What was it you wanted to talk about?"
"Peter. He might be in trouble."
I watched him. His faintly creased oval face, on the brink between youth and whatever was coming next for him, was aglow with after-shave, and the pink now deepened. He pursed his lips, lowered his head as if to consult the alligator on his polo shirt, then looked at me again.
"Any friend of Peter's is a friend of mine," he finally said with a nervous laugh. "I have to go out in a couple of minutes, but I've got a second. Sure. Why not? C'mon in. You said your name was Rob?"
"Don. Don Strachey."
"Take a load off your feet, Don."
I followed him into a small living room decorated with menus from famously expensive local restaurants, and lowered myself into a canvas sling chair. To my left was a large console color television set with a framed photo of a young Peter Greco resting atop it. Purcell perched on the edge of the couch and lit a Kool. Somewhere above us water was running.

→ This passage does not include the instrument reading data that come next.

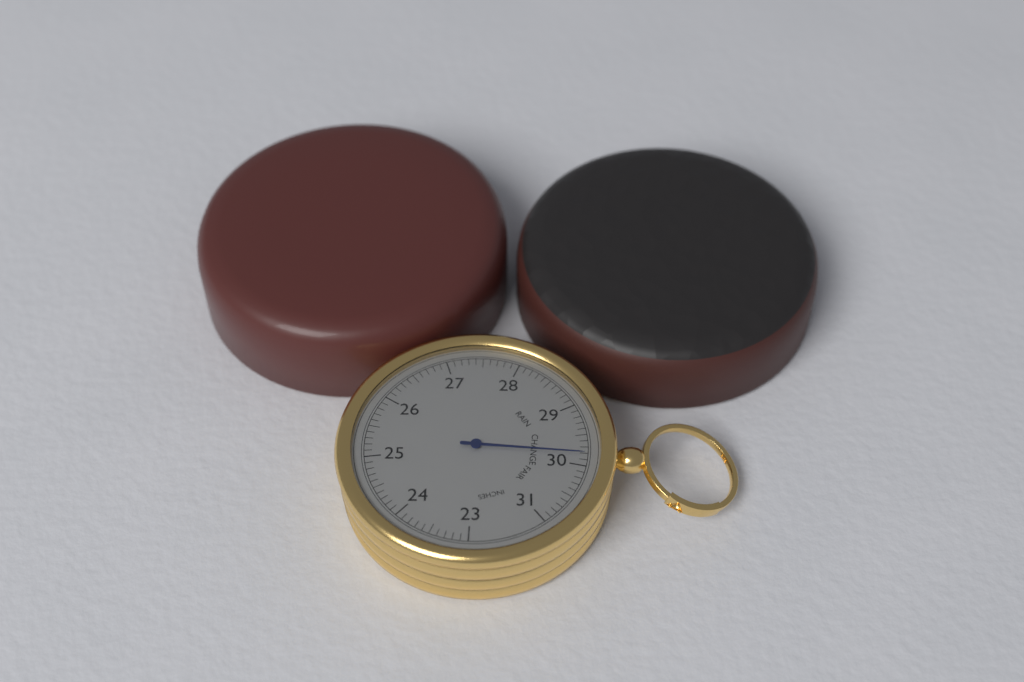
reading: 29.8 inches
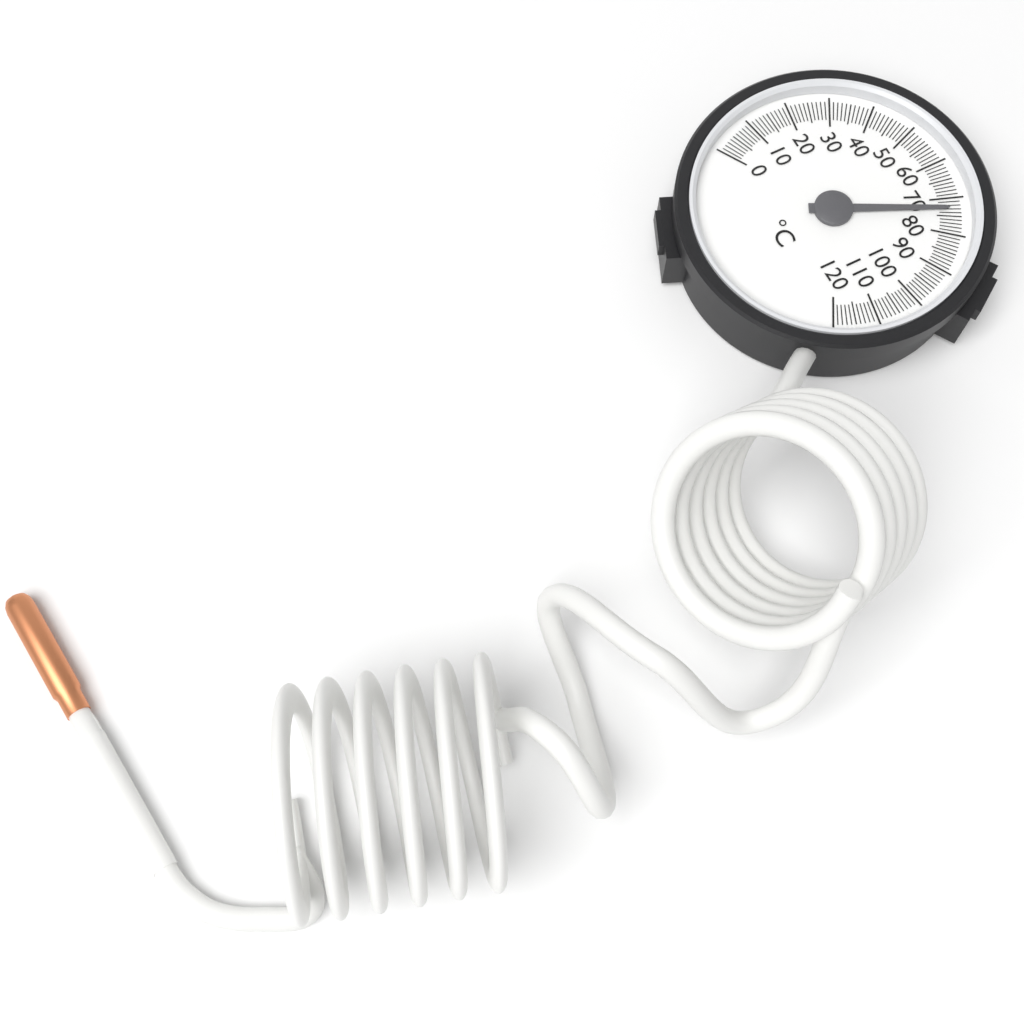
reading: 73 °C
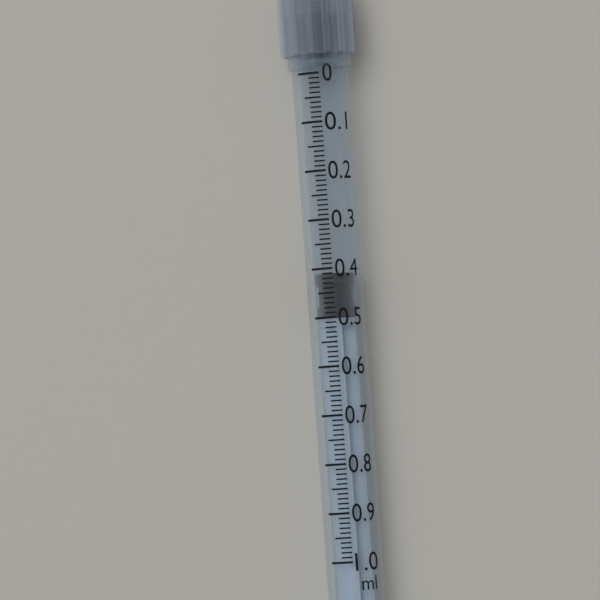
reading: 0.41 ml
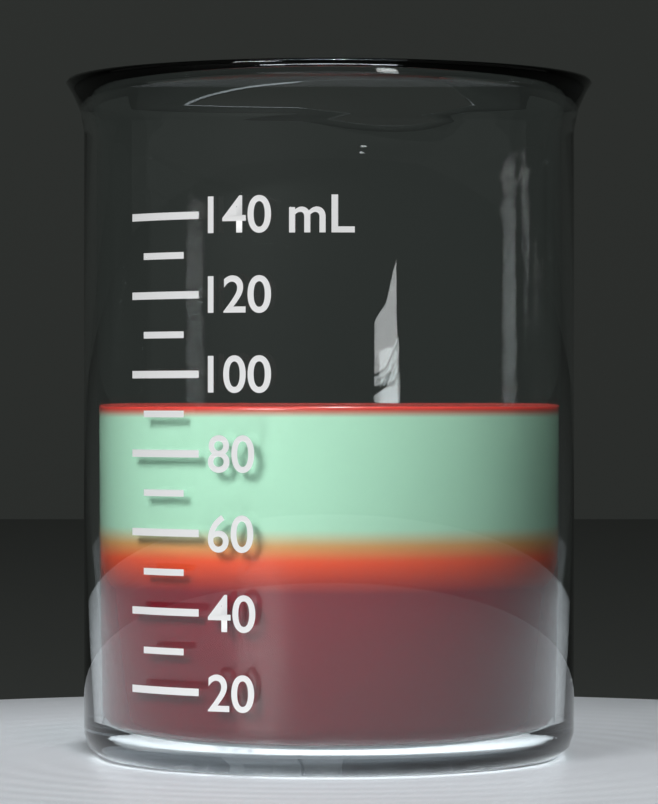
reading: 92 mL
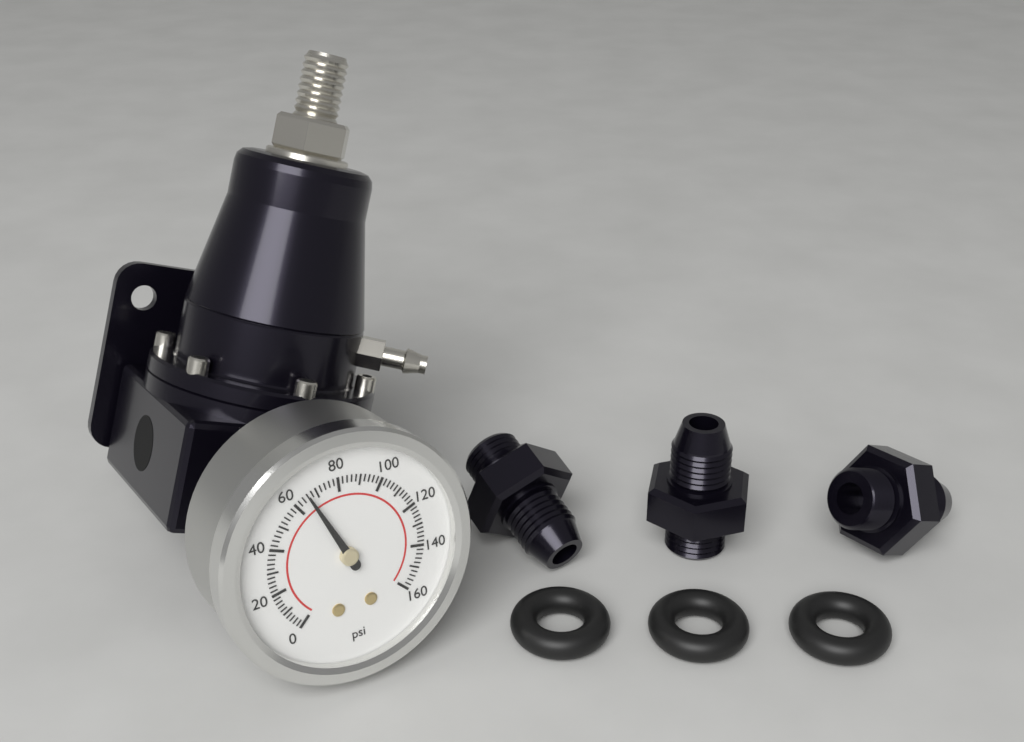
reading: 66 psi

"Well, I must say, I'm not completely surprised to hear that Peter is in trouble," he said. His tone was sarcastic, but the apprehension came through. "Is he in trouble with the law?"

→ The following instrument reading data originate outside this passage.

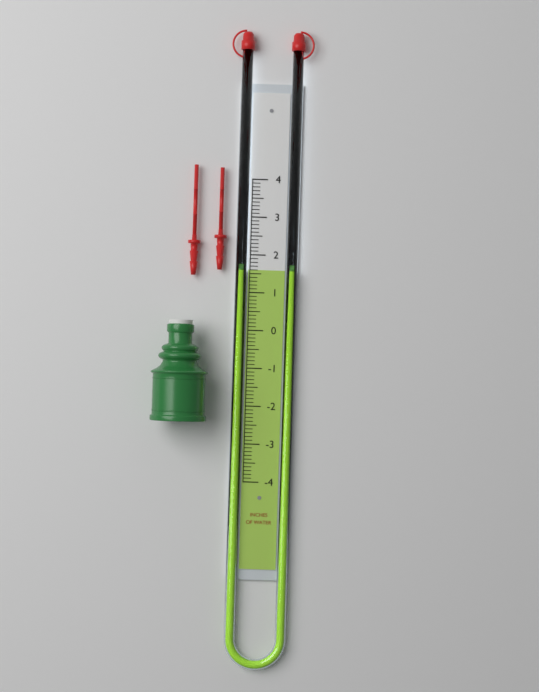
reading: 1.6 in
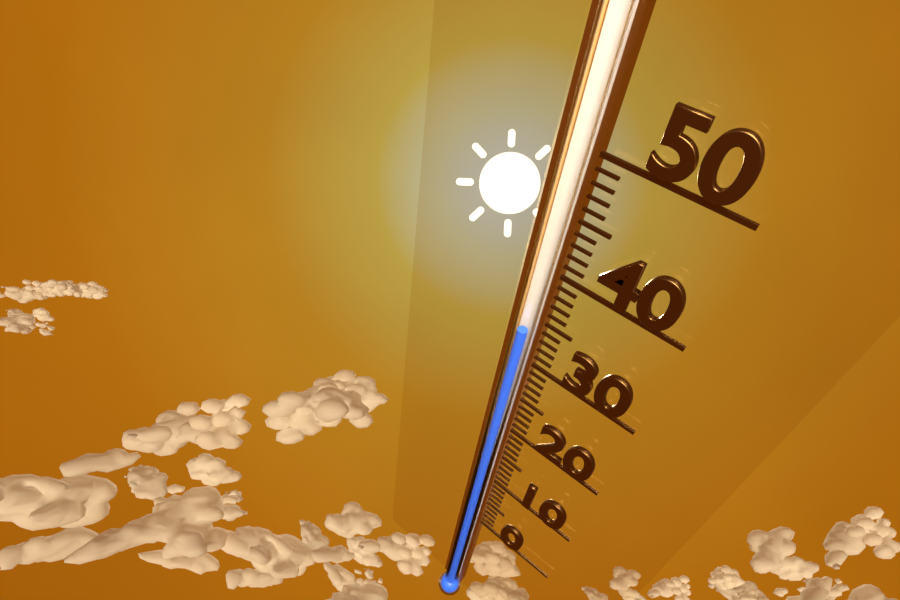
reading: 33 (no unit)
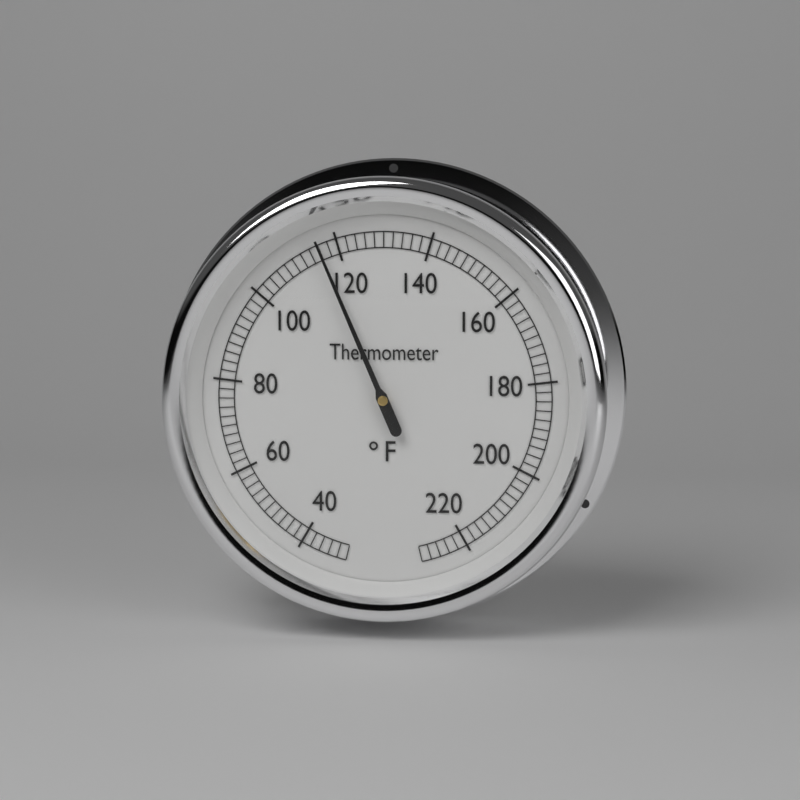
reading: 116 °F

"Maybe. In a way. The thing is, Peter never showed up at the house where he was staying last night. Dot Fisher's farm, out on Moon Road. His friends are pretty worried about him."
He blew smoke at the ceiling and thought about this. "Is that right? Well. Where do his friends think he might have spent the night?"

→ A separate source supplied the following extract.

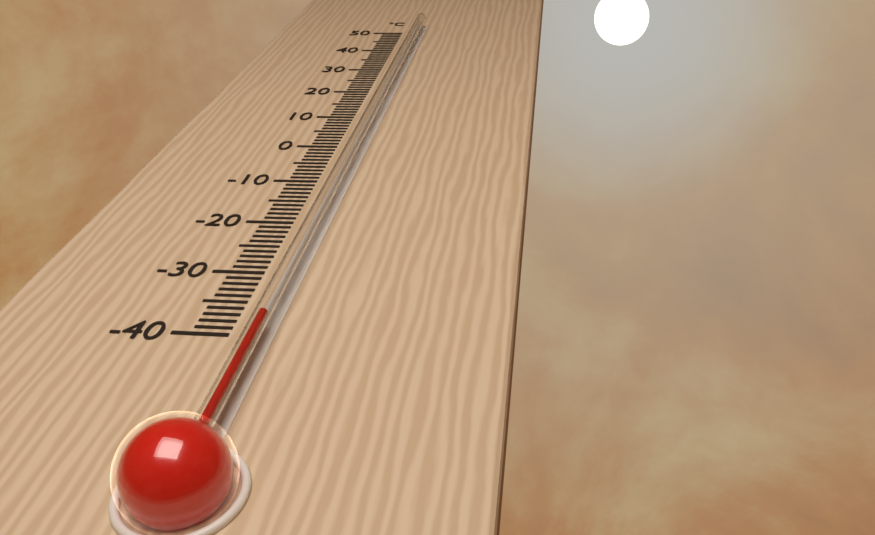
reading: -39 °C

"I thought you might know."
"Ho, really? Well. How about that. Now, where would anybody ever get such an idea?" He colored and bit the inside of his cheek, making it look as if he wanted to
smile but was trying not to. Either he knew something and was acting coy, or he was simply enjoying the idea that I might think Greco had spent the night with him and was going to insist that both of us savor the fantasy, however briefly.
"Peter had been speaking with you just before the time he vanished," I said. "You asked him for three thousand dollars. Demanded it, he told me."
A jittery laugh. "Did he say that? God, Peter didn't take that seriously, did he? He must have known I was just bitter about . . . what happened between us." He went all pink again, bright as Dot's phlox, and rocked on his hams. "After ten years! God. You'd think he'd have remembered how I get after a drink or two. I mean, you know how it is."
I thought I was beginning to see how it was with Tad Purcell, but I wasn't sure yet. He dragged deeply on the cigarette, then flicked the ash several times, even when it was no longer there. "You know, Peter and I used to be lovers," Purcell suddenly announced with a proud, shaky half-smile. "Did Peter mention that?"
"He did," I said. "Peter spoke well of the time you two had together."
He relaxed a little and sat back, gazing at the photo on the TV set.
"Peter was a very, very important part of my life," Purcell said softly. "My memory of him is something I cherish deeply."
"I can see that."
"You see, the thing is, Peter was mostly on the streets before he met me," he said with a look of distaste. "Running around with hippies and flower children and so forth. But by the time we met, Peter was really fed up with street life. All that pointless rebellion and immaturity. We all have to grow up sometime, am I right?"
"Right."
Clearly grateful to have a new audience for this old story—his only one, I was afraid—Purcell warmed to the topic. "Well, I could tell immediately that first night I picked him up while he was crossing the park that Peter had just about had it up to here with his rather juvenile lifestyle. Peter was really disillusioned, ready for a change of course into something safe, and comfy, and sensible. He'd had a bad bout of hepatitis, and maybe that had something to do with it too. But I mean, not that the hepatitis was the most important thing."
"It would have been chastening."
"Anyway, we ran into each other and—can you believe it?—we just fell in love on the spot. Bingo! God, I was so head-over-heels nuts about that guy that I just went ahead and— Well, I did something, something reckless and foolish, I suppose you could say. Something that I hardly ever do. What I did was, I offered Peter the kind of life I could see he needed. I offered him my home to share with me. My home, and my love. I mean, every once in a while you just have to throw caution to the winds and take a chance in life, am I right?"